DNA helps track ivory traffickers

Ivory seized in Malaysia in 2012

Malaysian National Parks Department

Genetic studies by a research group led by Samuel Wasser, a biologist at the University of Washington in Seattle, USA, are helping to shape government policies against international ivory trafficking in the US and Africa. The illegal capture and sale of elephant tusks is a billion-dollar industry and is behind the deaths of more than 40,000 animals each year. Wasser and his colleagues have developed techniques to analyze the DNA of seized ivory and compare it with that of dead animals in an effort to map trafficking routes.
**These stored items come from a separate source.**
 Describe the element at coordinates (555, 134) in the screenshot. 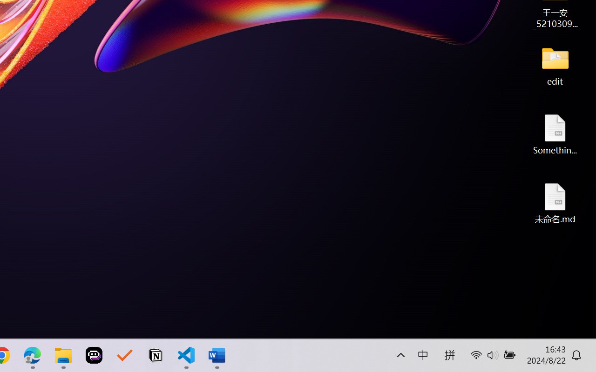

I see `Something.md` at that location.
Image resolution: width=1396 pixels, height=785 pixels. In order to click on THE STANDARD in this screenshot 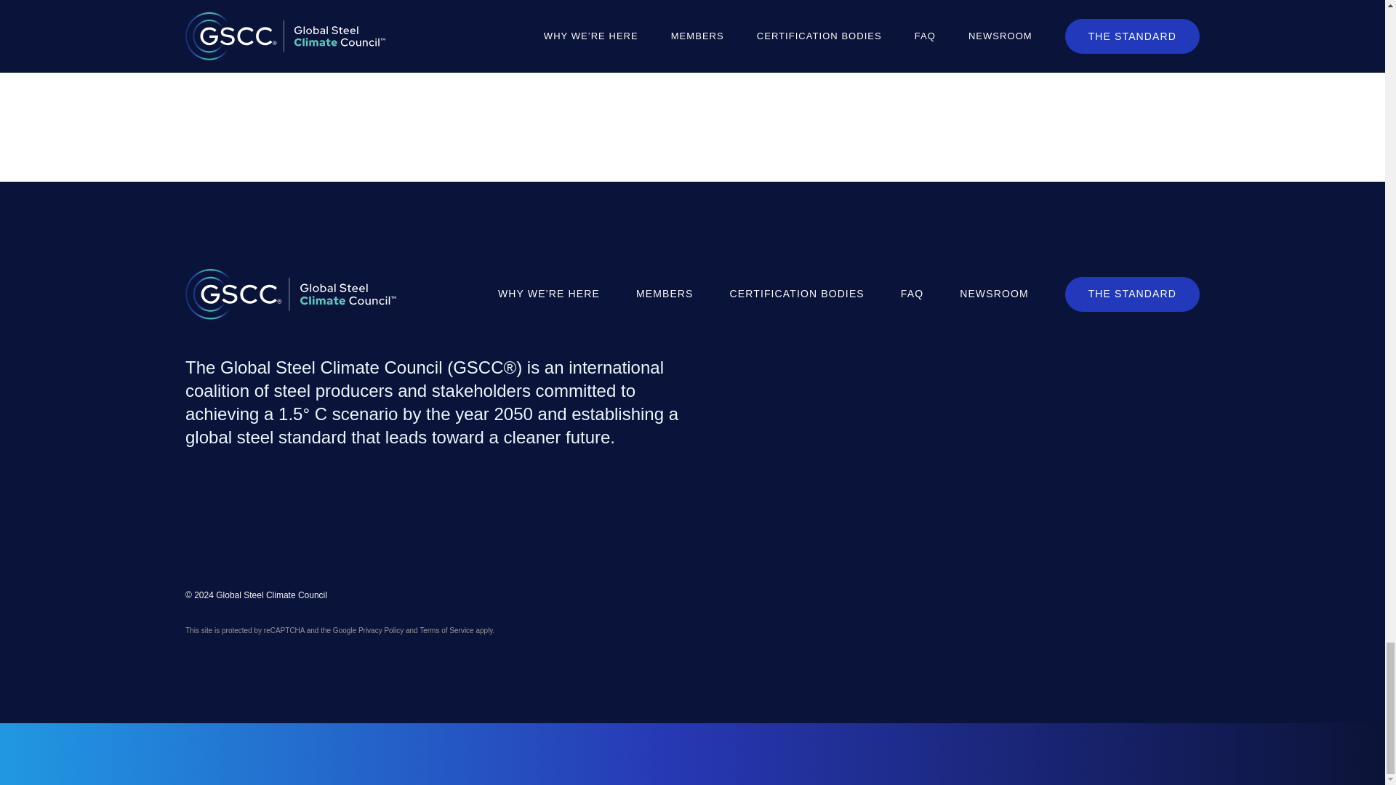, I will do `click(1132, 294)`.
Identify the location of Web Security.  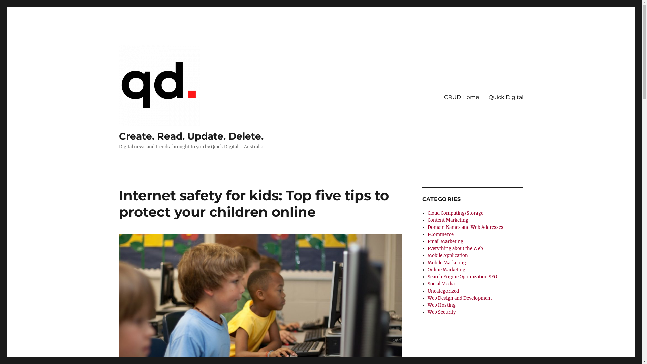
(441, 312).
The team analyzed the DNA of tusks recovered in 38 seizures between 2006 and 2015 and bone samples from 10 elephants killed by poachers in the Democratic Republic of the Congo. The genetic information from the tusks and the bones were cross-referenced, then combined with information on the ports from which the ivory was shipped. The results suggest that there are three large trafficking cartels operating on the African continent. They appear to have worked together between 2011 and 2014. The researchers discovered that traffickers often smuggle ivory from the same elephant out of Africa in separate shipments. This tactic of mixing up the tusks misdirects the police and reduces the size of the shipments, which means less prison time if the trafficker is caught. The new technique could allow authorities to link a trafficker to various hunting and trafficking crimes, thus increasing their sentence.